Operations 7 min read

Why Ansible Became the Go-To Tool for Modern IT Automation

Ansible, an open‑source, agent‑less automation platform born in 2012, simplifies large‑scale service deployment and configuration through YAML playbooks, offering features like batch command execution, modular architecture, idempotency, and SSH‑based management, making it essential for efficient operations in growing IT environments.

Ops Development Stories
Ops Development Stories
Ops Development Stories
Why Ansible Became the Go-To Tool for Modern IT Automation

1. Ansible Development and Origin

Ansible is an open‑source IT configuration management tool used for service deployment and configuration. It uses YAML files, requires no agents, and operates from a single control node, offering powerful automation for complex tasks.

The first version (0.0.1) was released on March 9, 2012 by Michael DeHaan, and the project has progressed to version 2.9, gaining the highest number of stars and forks among similar tools.

DeHaan, with experience at Red Hat and on projects like Cobble, created Ansible after evaluating Puppet and Chef, aiming for an easy‑to‑understand, easy‑to‑use automation solution.

2. Why Ansible Is Needed

As projects and teams grow, manual operations become insufficient for managing numerous services and middleware, slowing development and reducing efficiency. Ansible provides a reliable, high‑speed deployment and management solution, and before Docker and Kubernetes became widespread, many teams combined Jenkins with Ansible for CI/CD.

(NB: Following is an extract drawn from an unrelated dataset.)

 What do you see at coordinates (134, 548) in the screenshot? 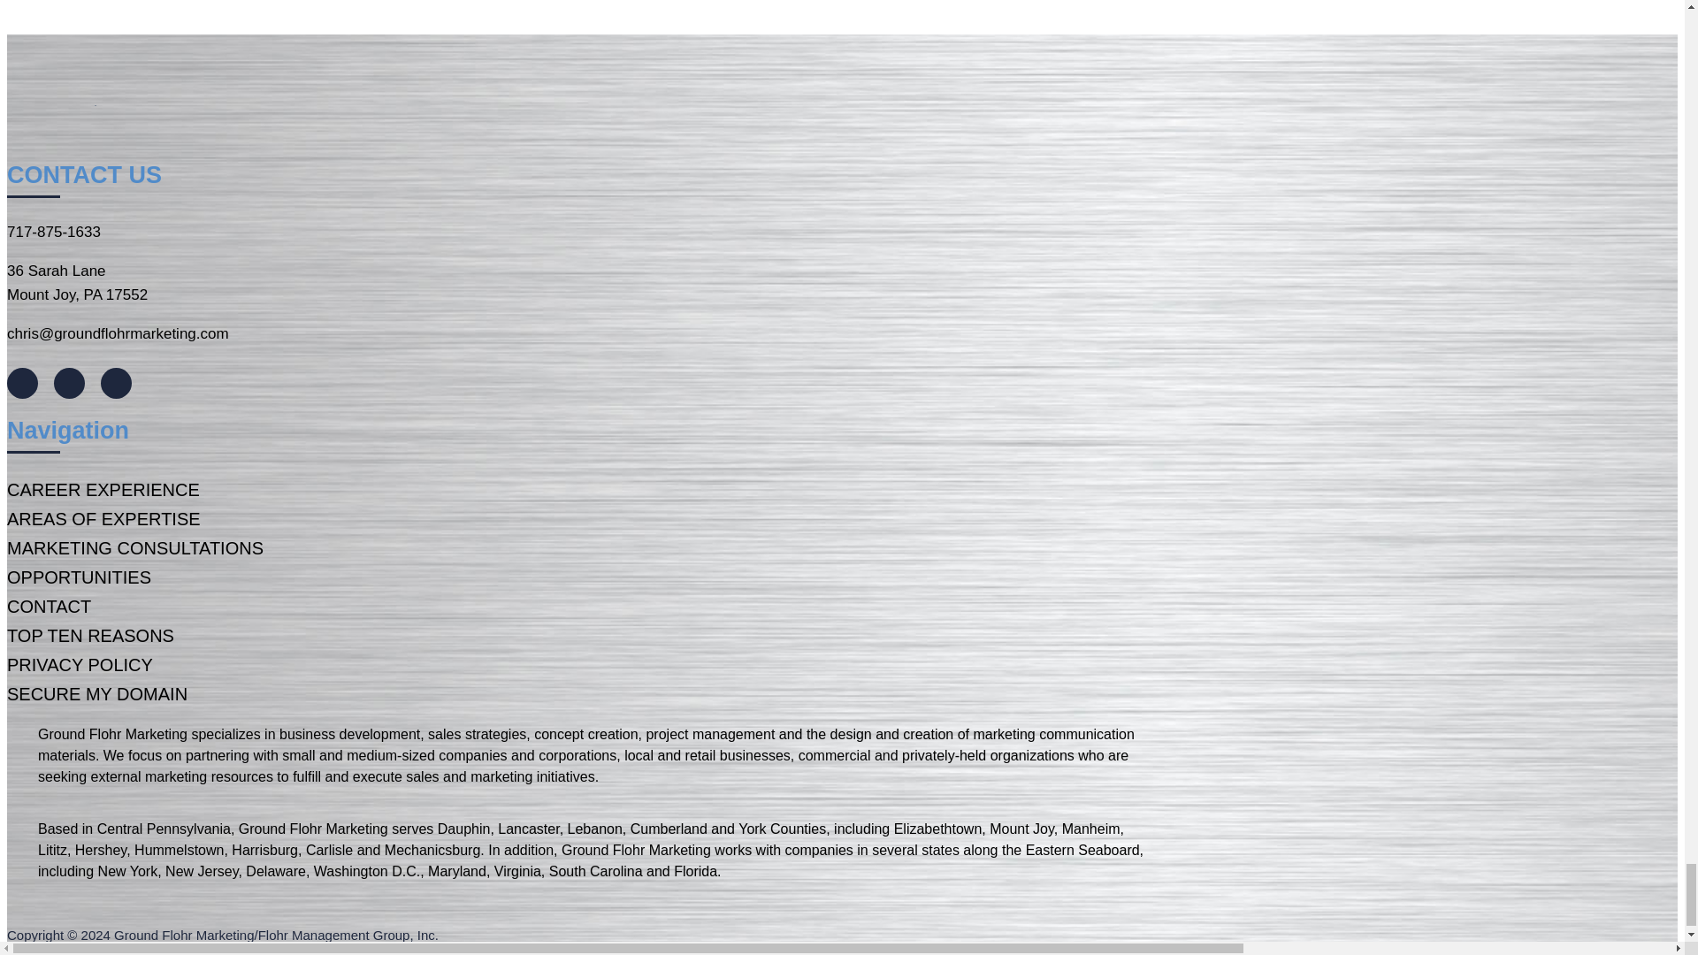
I see `MARKETING CONSULTATIONS` at bounding box center [134, 548].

3. Core Functions of Ansible

Batch execution of remote commands on multiple hosts.

Batch configuration of software services through automated deployment.

Orchestrating complex IT tasks via YAML Playbooks.

4. Key Features

Written in Python, agent‑less; no client needed on managed nodes.

Modular design: specific modules perform specific tasks.

Operates over SSH.

Core components: Paramiko, PyYAML, Jinja2.

Idempotent: repeated runs produce the same result.

Supports ad‑hoc command line tasks and YAML Playbooks.

Roles can organize batch tasks.

5. Advantages

Easy to learn and lightweight; only requires SSH key setup.

Flexible operation with many modules, usable via ad‑hoc commands or Playbooks.

High portability across operating systems using YAML Playbooks.

Idempotency ensures consistent outcomes.

Supports sudo privilege escalation for regular users.

However, SSH can become a bottleneck when managing a large number of hosts, requiring optimization and task segmentation.

6. Architecture

Ansible consists of several core tools:

INVENTORY: host inventory file, e.g., /etc/ansible/hosts.

MODULES: functional modules for command execution, both built‑in and custom.

PLUGINS: extensions such as connection, loop, variable, and filter plugins.

API: application programming interface for third‑party integration.

In daily work, the most frequently used components are Inventory and Modules, often customized per project rather than using the default /etc/ansible/hosts file.

Note that after Ansible updates, some methods may be deprecated, similar to Kubernetes API deprecation; warnings appear during Playbook execution, prompting users to consult the official documentation.

Official site: https://docs.ansible.com/

Original Source

Signed-in readers can open the original source through BestHub's protected redirect.

Sign in to view source
Republication Notice

This article has been distilled and summarized from source material, then republished for learning and reference. If you believe it infringes your rights, please contactadmin@besthub.devand we will review it promptly.

Configuration ManagementYAMLAnsibleIT Operations
Ops Development Stories
Written by

Ops Development Stories

Maintained by a like‑minded team, covering both operations and development. Topics span Linux ops, DevOps toolchain, Kubernetes containerization, monitoring, log collection, network security, and Python or Go development. Team members: Qiao Ke, wanger, Dong Ge, Su Xin, Hua Zai, Zheng Ge, Teacher Xia.

0 followers
Reader feedback

How this landed with the community

Sign in to like

Rate this article

Was this worth your time?

Sign in to rate
Discussion

0 Comments

Thoughtful readers leave field notes, pushback, and hard-won operational detail here.